We thus have two overlapping Men with Tractors archetypes: the “real people” of the far-right populists, and the “ordinary farmer” lying deep within the Irish political psyche. It’s not an accident that the broad Left (a tricky category in Irish politics at the best of times) were flat-footed by the protests, or that the public reaction to a blockade was more ambivalent than one might expect given its effects on ordinary life. Men with Tractors were ordinary guys protesting to show a right-wing government that their livelihoods were being demolished. This was not an imagined complaint, an elitist one, nor the machination of a global conspiracy of race and capital. It was (and remains) very real. Moreover, it speaks to pain felt up and down society, urban and rural, by the kinds of people the Left worry about. Yet the far more unpalatable far-right archetype was present in the protests too, along with all the tropes of the global far-right; including, as Roy emphasises, a repellent focus on whiteness as a facet of Irish identity. All of these, together, at the same time. We have just witnessed, and with unusual clarity, the far-right appropriation of a national archetype.
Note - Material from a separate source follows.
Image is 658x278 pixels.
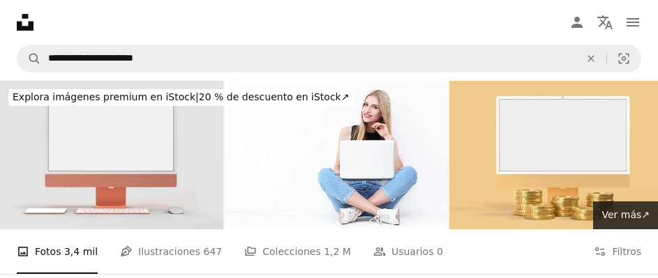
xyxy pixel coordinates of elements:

This is what the far-right do. They find a crack in the door and prise and pull at it until it breaks open. Previous protagonists in Ireland’s hitherto small and shambolic far-right have been thuggish or ridiculous in their affect and obsessions. Not so the Men with Tractors. The danger of the Men with Tractors is not that they were confected by a wealthy global capitalist elite for appalling ends. The danger arises precisely because they were not: because this national archetype is real, and relatable, and has now been repurposed as a Trojan horse for internet-brained far-right politics.

This bivalent creature is now at the door of Irish politics. This is the danger we face. It’s easy to be against an abstracted alliance of racial and fossil capital and all the rebarbative aspects of the global far-right. They sound awful! How much harder is it to be against the guy you sometimes see having a laugh down the pub, who tells you he’s lost his job to fuel prices? How confusing to find yourself ranged against that old friend of your dad’s? Against Miley from Glenroe? Against a friendly and avuncular Trojan horse?

How hard is it to be against an image of your grandfather that you’ve held in your head since you were four years old?